Fermi Detection of a Luminous Gamma-ray Pulsar in a Globular Cluster
The Fermi LAT Collaboration

TL;DR
This paper reports the detection of the most luminous gamma-ray millisecond pulsar in a globular cluster, revealing its unique properties and implications for pulsar formation and evolution.
Contribution
First detection of a luminous gamma-ray pulsar in a globular cluster, showing its exceptional luminosity and young age, and challenging previous estimates of pulsar populations.
Findings
Gamma-ray pulsations detected with high significance (~7 sigma).
The pulsar's gamma-ray luminosity is the highest for any millisecond pulsar.
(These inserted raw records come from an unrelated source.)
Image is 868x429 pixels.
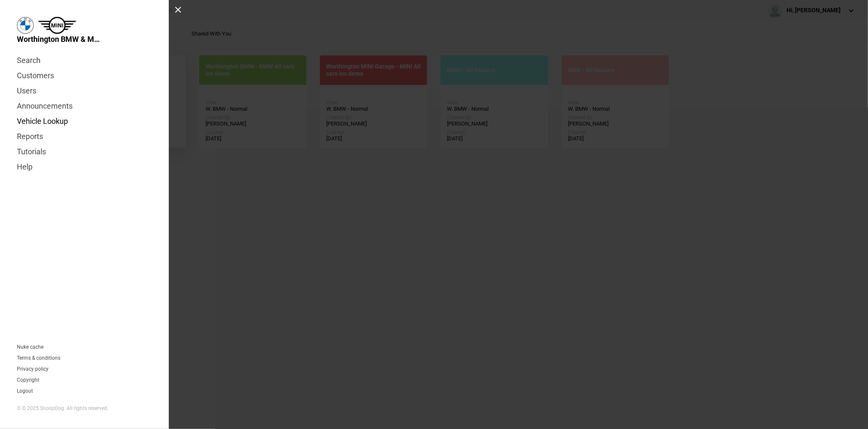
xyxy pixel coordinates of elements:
[17,83,152,98] a: Users
[17,356,61,360] a: Terms & conditions
[17,345,44,350] a: Nuke cache
[17,17,34,34] img: bmw.png
[17,144,152,159] a: Tutorials
[17,53,152,68] a: Search
[17,377,40,382] a: Copyright
[17,34,101,45] span: Worthington BMW & MINI Garage
[17,159,152,175] a: Help
[17,68,152,83] a: Customers
[17,388,33,393] button: Logout
[17,98,152,113] a: Announcements
[17,405,152,412] div: © © 2025 SnoopDog. All rights reserved.
[38,17,76,34] img: mini.png
[17,366,49,371] a: Privacy policy
[17,113,152,129] a: Vehicle Lookup
[17,129,152,144] a: Reports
The cluster contains fewer gamma-ray MSPs than previously estimated.
Abstract
We report the Fermi Large Area Telescope detection of gamma-ray (>100 megaelectronvolts) pulsations from pulsar J1823-3021A in the globular cluster NGC 6624 with high significance (~7 sigma). Its gamma-ray luminosity L_gamma = (8.4 +/- 1.6) x10^34 ergs per second, is the highest observed for any millisecond pulsar (MSP) to date, and it accounts for most of the cluster emission. The non-detection of the cluster in the off-pulse phase implies that its contains < 32 gamma-ray MSPs, not ~100 as previously estimated. The gamma-ray luminosity indicates that the unusually large rate of change of its period is caused by its intrinsic spin-down. This implies that J1823-3021A, has the largest magnetic field and is the youngest MSP ever detected, and that such anomalous objects might be forming at rates comparable to those of the more normal MSPs.